Wow, I’ve had some really interesting questions as a result of this blog.
When it comes to titling, if I title, I tend to do it after the work is finished, trying to find in the title something that relates to the outside world or that takes the work beyond my-self. Sometimes I’ve thought of finding a title that relates to some everyday incident but more often than not this would reduce the work to biography, so I agree with Tamarin’s caution regarding closing the work down and like her idea of asking different people to think of a title. Rob’s idea of giving each work two titles is also interesting – perhaps a work could have multiple titles. Or, as Tamarin suggests, maybe having no titles would leave the viewer freer to constitute their own subjectivity through their experience of an artwork; on the other hand, untitled work might also leave the viewer with no way in.
I remember a newspaper article I read about Gillian Ayres, which refers to her practice of asking her friends to do the titling. I think this is definitely a path worth following.
Sometimes when I am really supposed to be doing something else I end up reading newspaper articles that catch my eye. Today I read “A healthy dose of sick lit” on the Guardian Unlimited Books blog (http://www.guardian.co.uk/books/booksblog/2010/sep…).

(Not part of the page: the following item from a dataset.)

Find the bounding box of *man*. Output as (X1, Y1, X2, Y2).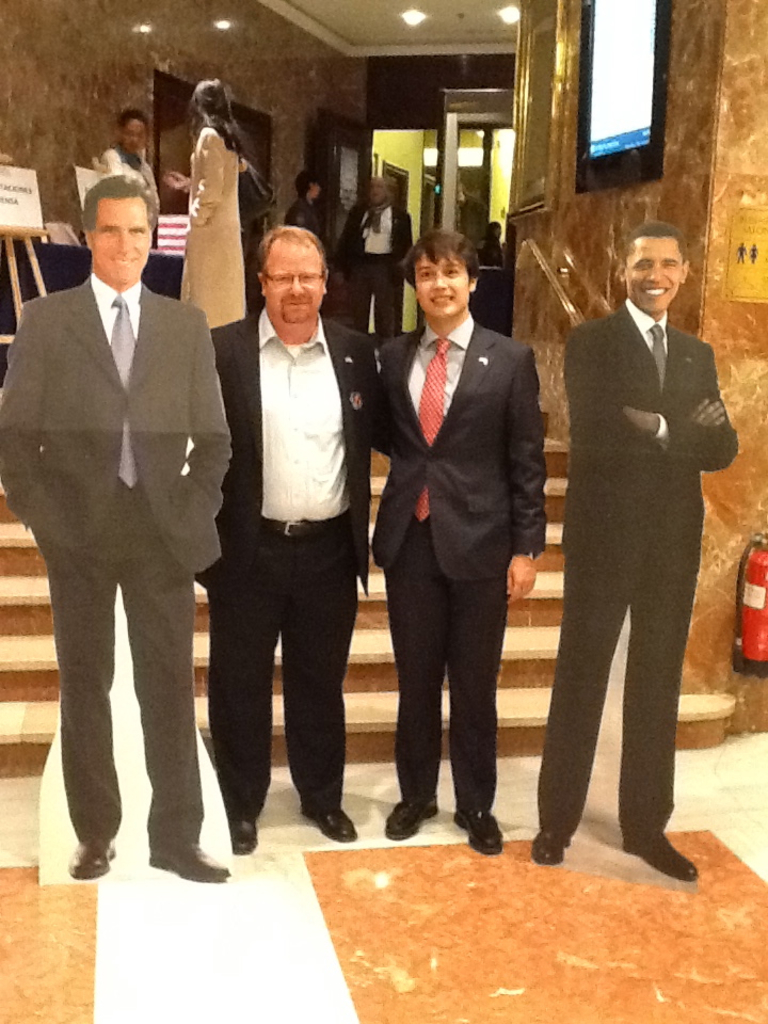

Like the author of the blog, I also generally avoid books about “bodily decay and death”, but I also find myself being drawn to the topic through having been ill myself and being currently in that “everything crossed” state. I find that now I do often read other accounts of the journey through cancer treatment though for the same reason as the author gives – distance – not as yet a whole book.

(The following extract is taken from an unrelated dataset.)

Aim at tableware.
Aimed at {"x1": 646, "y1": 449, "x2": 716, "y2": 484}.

Kalder does “succumb” to reading a book about the experience of having a brain tumour though, and says this of it:
“When Karinthy articulates what is happening to him, he reaches for Shakespeare, Dostoevsky, Thomas Mann, and sundry Hungarians you’ve never heard of. He sees and explains himself via literature, instead of the modern babble of confessional self-analysis“
That’s the nub of it: Literature, theory, other writing is that place of mediation through which one can reflect upon one’s own experience and make others’ stories one’s own, as well as recognise one’s own story as not singular but a part of collective human experience.

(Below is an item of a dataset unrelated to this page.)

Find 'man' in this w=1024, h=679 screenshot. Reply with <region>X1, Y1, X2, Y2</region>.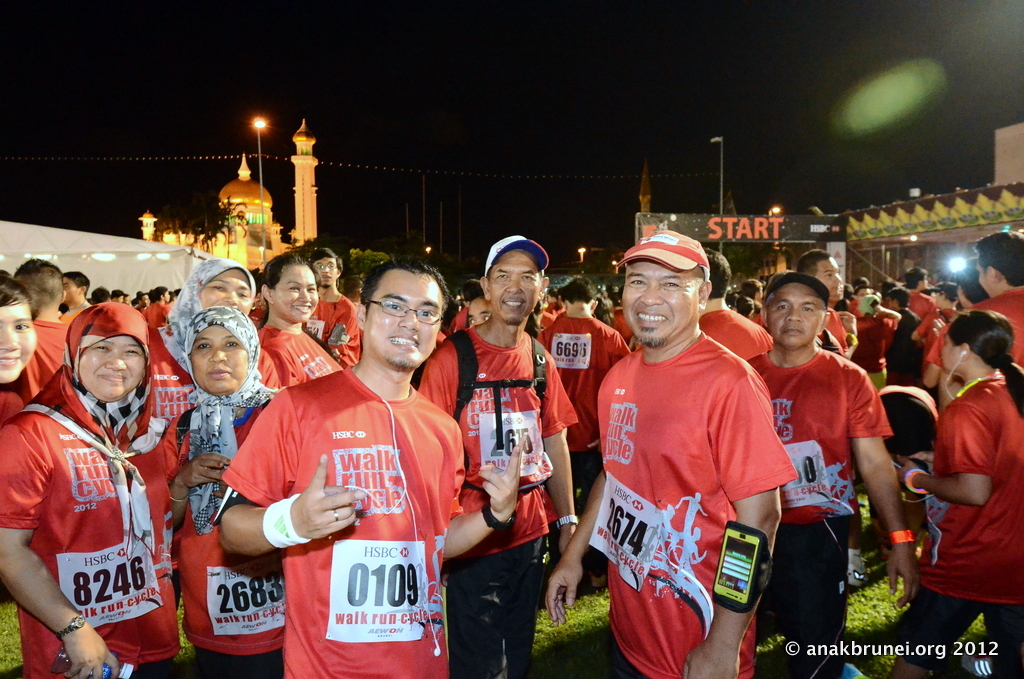
<region>885, 282, 920, 390</region>.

Anyone else grappling with titles? to title or not to title and if titles then how to find them?
i have found myself turning to and reading Seamus Heaney’s poems and dipping into translations of Chinese poetry – Poems of the Late Tang.
Admittedly i am only on the second of these ‘spaghetti’ drawings but I have been thinking about the issue of repeating the same subject matter again and again. It shouldn’t present a problem in a sense, as many other artists do precisely this, Jane Harris being a case in point.
Writing about Jane Harris, Tom Lubbock in the Independent (2005) says “Restless-minded as I am, I find it quite hard to come to terms with the way that some artists confine themselves. How can they be content to do basically the same thing, over and over again?”
Sometimes I cast about for “something to draw”; worrying that perhaps I should try this or that or do more “observational drawing”. To quote Simon Morely in an article also about Jane Harris (Art Monthly 1994), “The problem of subject-matter still persists as the most important dilemma for artists.”
Not having to worry about subject matter provides a kind of relief. This is not to say that the issue of subject matter is thereby wholly resolved, for the subject is not simply the thing apparently represented – in other words Harris’s work isn’t just ‘about’ ovals and ellipses – but at least, for me at the moment, I don’t have to fret about what to draw.